How teen brain development links to emerging mental health symptoms
Alignment of cortical development trajectories with emergent dimensional psychopathology and related risk factors among adolescents in the ABCD Study
This project follows thousands of children from preteen years into early adulthood to link changes in the brain's outer layer with emerging mental health symptoms and genetic and environmental risks.
Quick facts
| Grant type | R01 grant |
|---|---|
| Study type | NIH-funded research |
| Funding institution | Massachusetts General Hospital NIH-funded |
| Lab location | 1 site (Boston, United States) |
| Project ID | NIH-11309672 on NIH RePORTER |
What this research studies
From your perspective, this work uses data from nearly 12,000 children who enrolled at age 9–10 and had repeated MRI scans plus yearly surveys as they grew into their teens and early 20s. Researchers track how the cortex thins over time—especially in front and side brain regions—and compare those patterns to rising emotional and behavioral symptoms each year. They also look at genetic information and details about home, school, and social environments to see which factors explain who develops problems. The team uses the publicly released ABCD data to align brain changes with symptom emergence across adolescence.
Who could benefit from this research
Good fit: Ideal candidates are adolescents (and their families) who have repeated brain imaging and yearly mental-health measures, like participants originally enrolled in the ABCD cohort at age 9–10.
Not a fit: People without adolescent imaging or longitudinal symptom data, or those whose mental health problems start in later adulthood, are less likely to gain direct benefit from this work.
Why it matters
Potential benefit: Could help identify brain-based signs that someone is at higher risk for developing mental health problems during adolescence so support and prevention can be offered earlier.

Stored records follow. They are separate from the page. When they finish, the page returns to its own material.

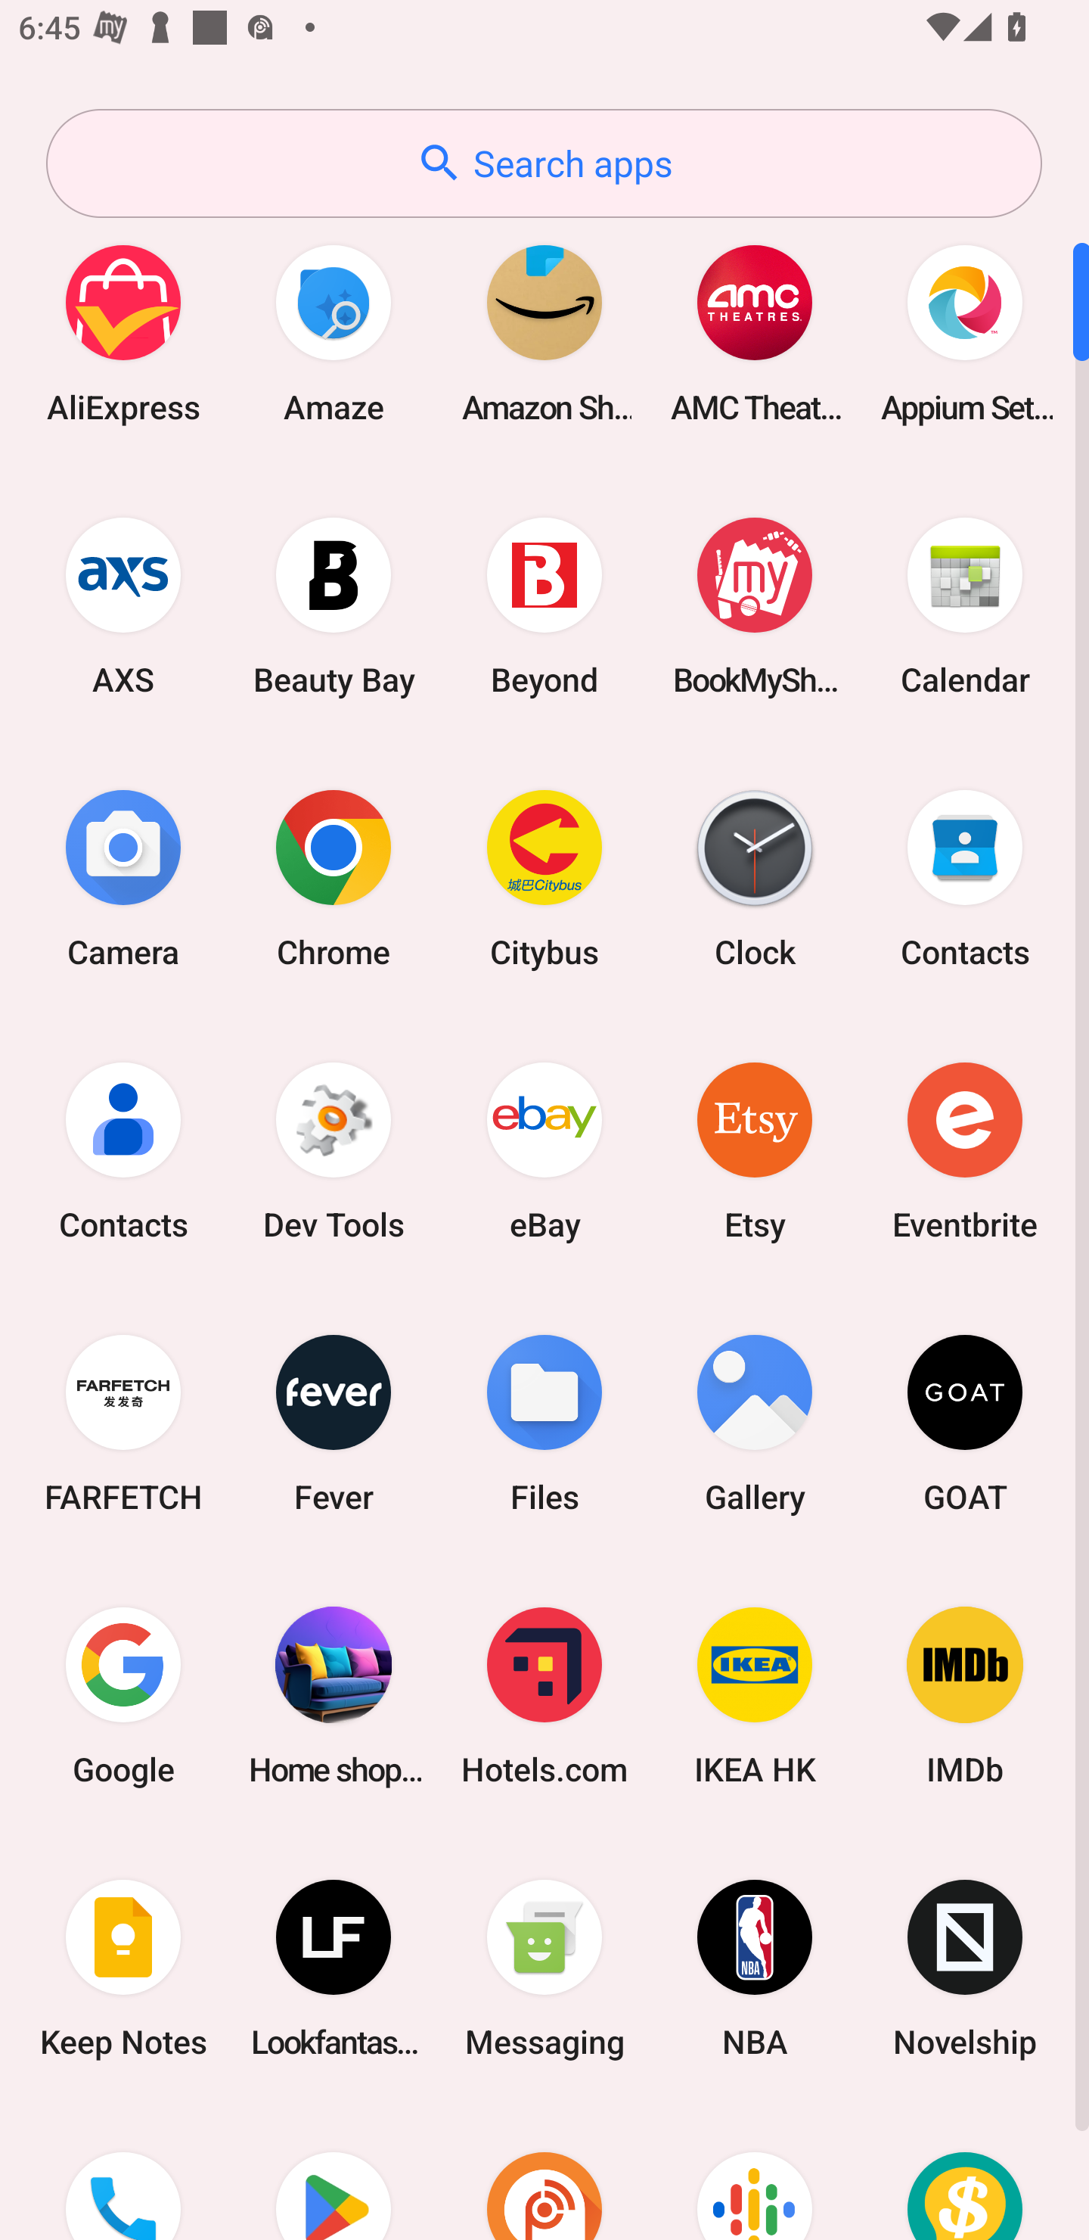  What do you see at coordinates (123, 1969) in the screenshot?
I see `Keep Notes` at bounding box center [123, 1969].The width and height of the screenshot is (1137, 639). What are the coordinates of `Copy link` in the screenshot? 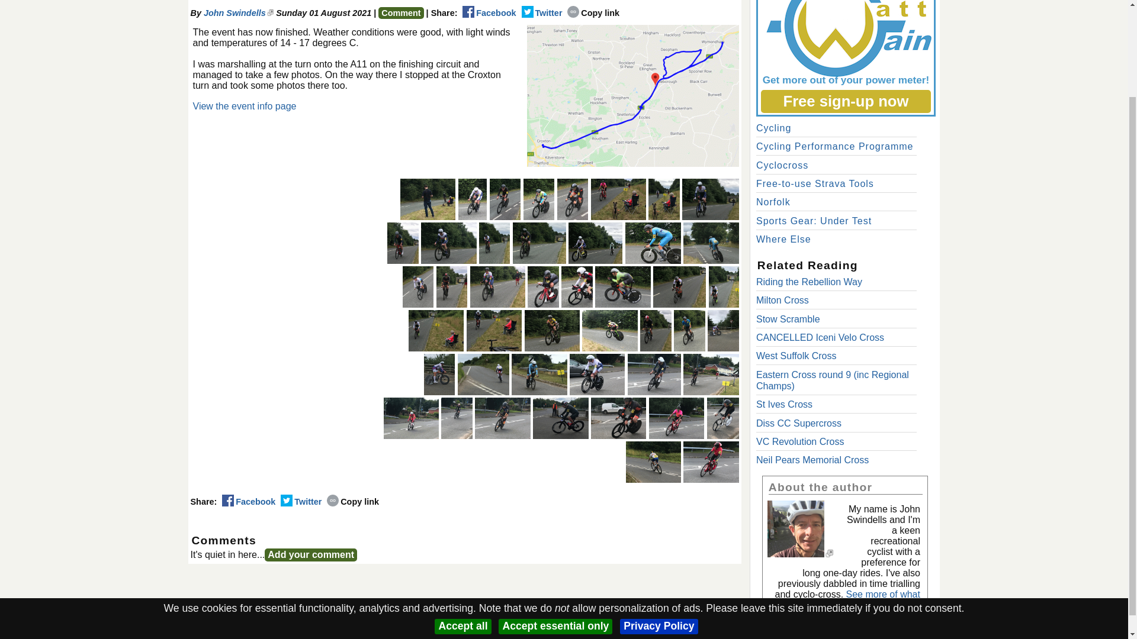 It's located at (593, 13).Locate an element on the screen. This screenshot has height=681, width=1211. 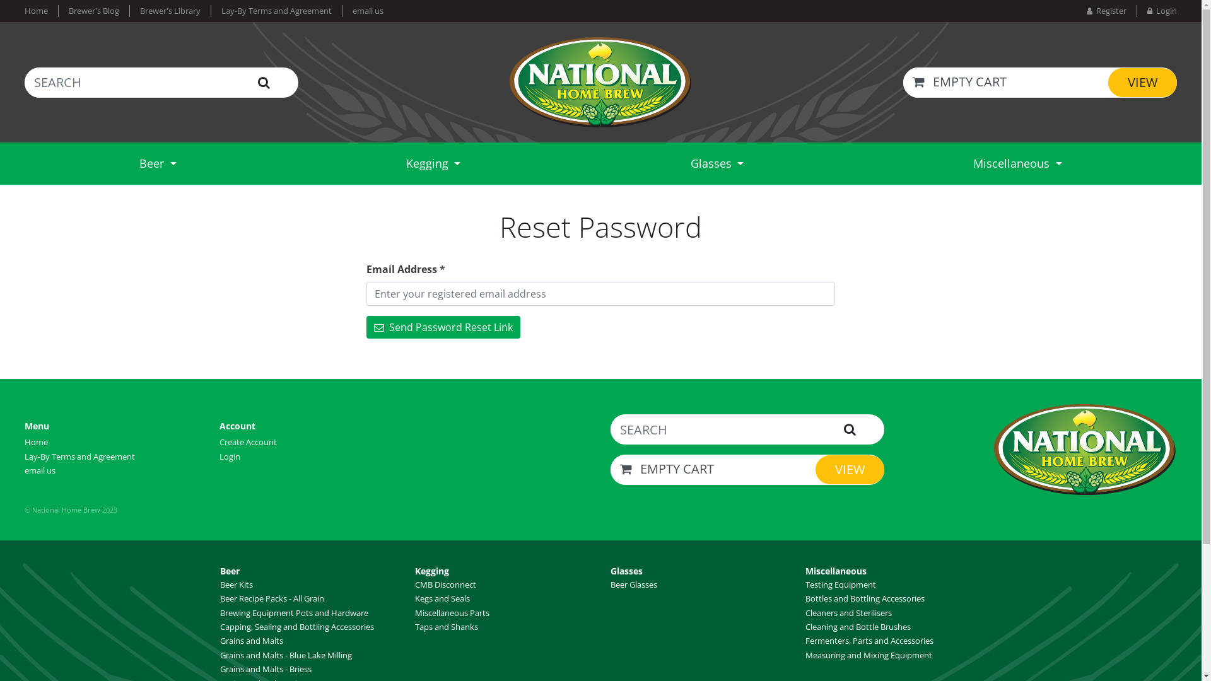
Glasses is located at coordinates (627, 572).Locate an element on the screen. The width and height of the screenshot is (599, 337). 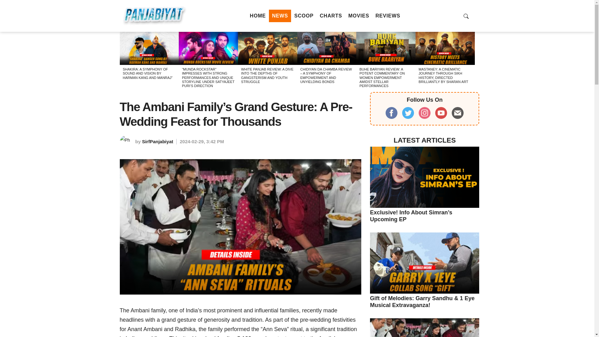
SirfPanjabiyat is located at coordinates (157, 141).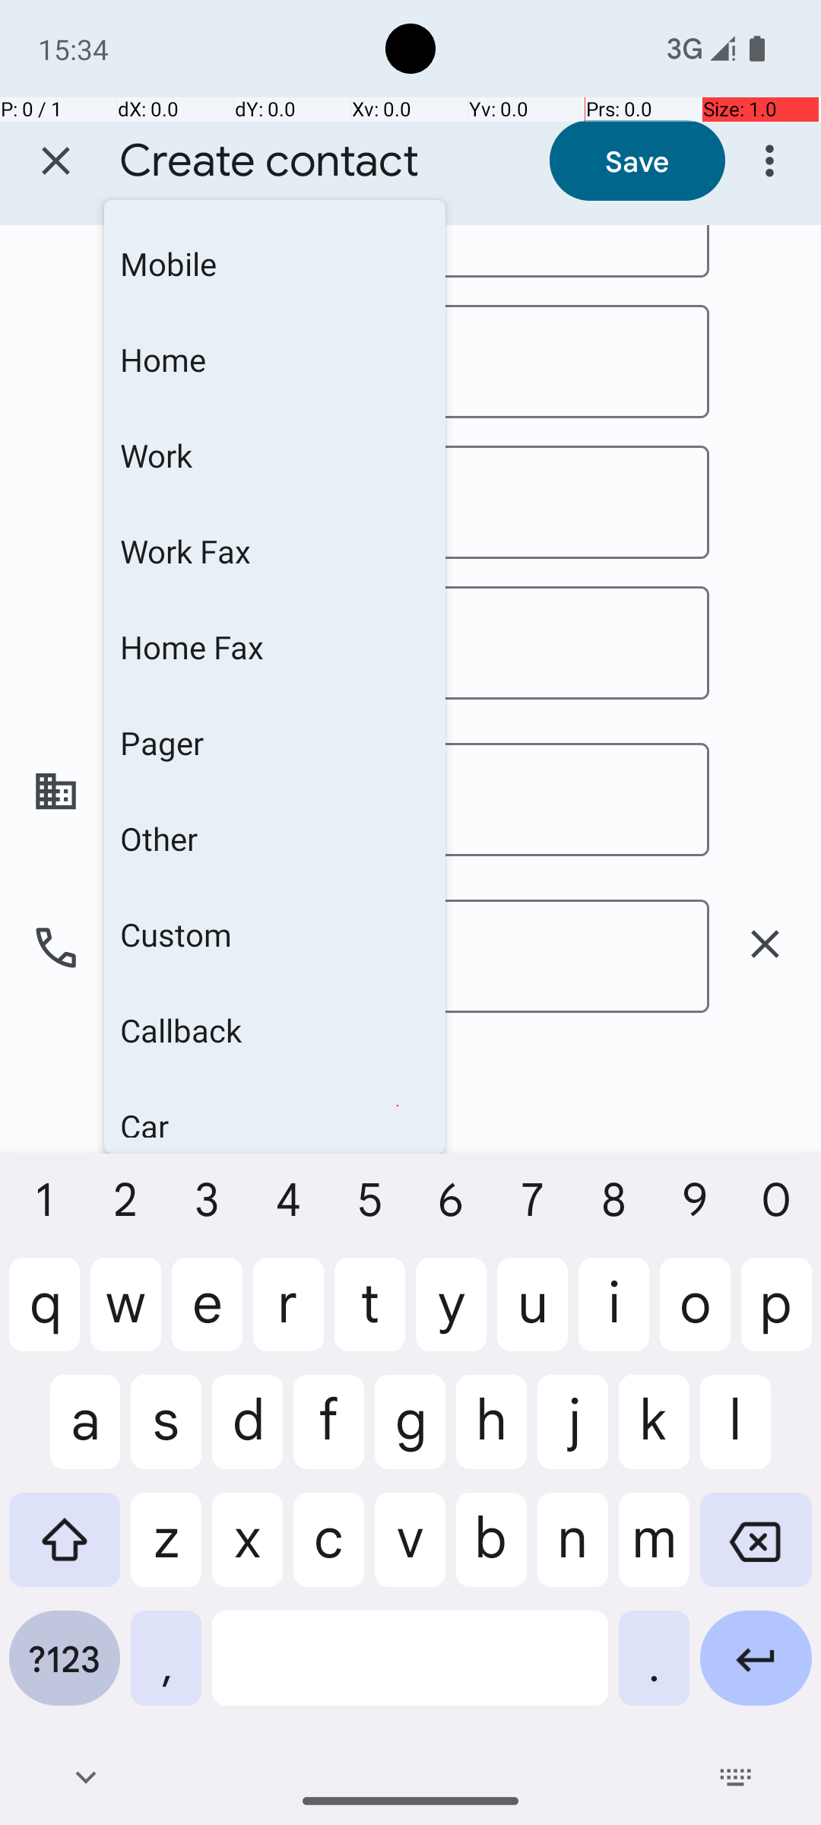  I want to click on o, so click(695, 1316).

How similar studies have performed: Smaller or cross-sectional studies have previously linked cortical thinning to psychiatric symptoms, but this large, longitudinal ABCD effort is more comprehensive and generalizable.
Where this research is happening
Boston, United States
- Massachusetts General Hospital — Boston, United States (Active)
Researchers
- Principal investigator: Roffman, Joshua Lawrence — Massachusetts General Hospital
- Study coordinator: Roffman, Joshua Lawrence
About this research
- This is an active NIH-funded research project — typically early-stage science, not a clinical trial accepting patient enrollment.
- Some NIH-funded labs run parallel clinical studies or seek volunteers for related work. To check, contact the principal investigator or institution listed above.
- For full project details, budget, and progress reports, visit the official NIH RePORTER page below.